The population of gamers is shrinking past pre-pandemic levels, according to industry report

Gaming losing the war for attention is not a good sign for the games and gamers left playing.
Text: Alex Hopley
Published 2026-02-19

More games want more of your time than ever before, you've probably noticed. If they're not after your money, they're after your time, so you spend all the free hours you have grinding for that next battle pass level or limited-time skin. It's a trend we're only likely to see increase, as companies will be forced to make the most out of a shrinking gaming population.

According to research by industry analyst Matthew Ball (via PC Gamer), gaming populations have been shrinking in major markets across the world. You'd expect that when comparing the figures to pandemic levels, as people had little else to do except game during the COVID-19 lockdowns. However, we're getting to a stage now where the number of gamers is dropping below the numbers it saw prior to the height of the lockdowns in territories like the US and Canada.

Why is this? Well, it seems that video games are losing the war for our attention. In the same period analysed by Ball (2020-today), we see that TikTok watch time increased by 50 million hours in the US. Spending on OnlyFans also more than doubled in the same time frame. In layman's terms, gooning and scrolling is beating gaming these days, it seems.

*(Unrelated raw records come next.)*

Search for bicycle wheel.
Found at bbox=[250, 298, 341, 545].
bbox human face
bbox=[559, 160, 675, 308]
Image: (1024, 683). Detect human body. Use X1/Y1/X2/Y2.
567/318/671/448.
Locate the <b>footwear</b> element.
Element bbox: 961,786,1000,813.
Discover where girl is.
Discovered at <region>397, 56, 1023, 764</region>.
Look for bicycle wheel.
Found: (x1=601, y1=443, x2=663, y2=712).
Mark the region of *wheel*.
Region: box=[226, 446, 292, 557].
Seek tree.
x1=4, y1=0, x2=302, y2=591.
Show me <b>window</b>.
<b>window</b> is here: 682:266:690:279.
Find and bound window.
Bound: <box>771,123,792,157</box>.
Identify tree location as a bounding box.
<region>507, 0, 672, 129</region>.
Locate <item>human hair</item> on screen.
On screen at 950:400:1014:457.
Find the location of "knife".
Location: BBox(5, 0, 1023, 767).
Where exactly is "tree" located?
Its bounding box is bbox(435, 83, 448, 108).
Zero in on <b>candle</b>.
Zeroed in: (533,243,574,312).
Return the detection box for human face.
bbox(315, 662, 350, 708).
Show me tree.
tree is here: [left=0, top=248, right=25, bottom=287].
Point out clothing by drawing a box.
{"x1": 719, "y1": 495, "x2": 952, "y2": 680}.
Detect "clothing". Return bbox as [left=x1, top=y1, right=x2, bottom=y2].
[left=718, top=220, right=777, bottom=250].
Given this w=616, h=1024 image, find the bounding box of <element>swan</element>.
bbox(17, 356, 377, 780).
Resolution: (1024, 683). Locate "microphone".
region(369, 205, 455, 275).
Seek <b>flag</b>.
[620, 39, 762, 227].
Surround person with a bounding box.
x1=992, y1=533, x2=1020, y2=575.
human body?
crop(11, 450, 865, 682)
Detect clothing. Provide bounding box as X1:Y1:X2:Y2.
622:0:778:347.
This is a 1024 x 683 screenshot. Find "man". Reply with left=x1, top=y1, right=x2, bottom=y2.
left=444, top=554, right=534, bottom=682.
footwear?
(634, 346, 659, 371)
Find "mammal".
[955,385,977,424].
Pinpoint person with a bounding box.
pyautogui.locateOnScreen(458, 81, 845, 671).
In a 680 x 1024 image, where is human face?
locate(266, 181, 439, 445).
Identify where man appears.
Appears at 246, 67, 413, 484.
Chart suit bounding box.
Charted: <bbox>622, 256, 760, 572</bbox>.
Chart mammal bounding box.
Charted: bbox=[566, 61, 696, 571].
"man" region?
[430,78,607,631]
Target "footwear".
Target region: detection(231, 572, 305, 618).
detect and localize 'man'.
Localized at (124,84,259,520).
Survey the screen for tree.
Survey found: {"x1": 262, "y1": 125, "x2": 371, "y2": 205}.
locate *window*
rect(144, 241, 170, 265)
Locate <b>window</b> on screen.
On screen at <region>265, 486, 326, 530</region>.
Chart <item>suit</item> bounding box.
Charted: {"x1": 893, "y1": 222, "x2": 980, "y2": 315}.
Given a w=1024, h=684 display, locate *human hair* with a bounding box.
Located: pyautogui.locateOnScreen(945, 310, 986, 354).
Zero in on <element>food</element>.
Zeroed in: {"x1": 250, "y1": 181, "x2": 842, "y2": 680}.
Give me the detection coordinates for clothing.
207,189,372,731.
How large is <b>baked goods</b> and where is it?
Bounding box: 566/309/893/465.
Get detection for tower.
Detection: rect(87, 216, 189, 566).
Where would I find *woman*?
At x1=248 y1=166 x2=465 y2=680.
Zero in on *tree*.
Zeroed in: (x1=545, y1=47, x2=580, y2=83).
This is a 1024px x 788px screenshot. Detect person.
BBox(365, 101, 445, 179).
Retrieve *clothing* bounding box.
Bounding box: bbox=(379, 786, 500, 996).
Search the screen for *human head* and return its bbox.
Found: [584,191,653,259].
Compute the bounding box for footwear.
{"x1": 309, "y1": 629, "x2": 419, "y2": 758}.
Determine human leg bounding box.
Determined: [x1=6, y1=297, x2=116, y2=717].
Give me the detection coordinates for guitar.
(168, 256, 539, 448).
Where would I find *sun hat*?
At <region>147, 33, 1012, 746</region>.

For gamers and game companies, this is a bad sign. The gamers that are left are feeling the squeeze, as developers and publishers are entering an increasingly competitive market, where they have to make you want to play their game more than the titles you already know and love. We've seen the signs of this for a time now, but to see it displayed so clearly by the data from Ball shows that video games really are in a time where growth is an incredible struggle for companies.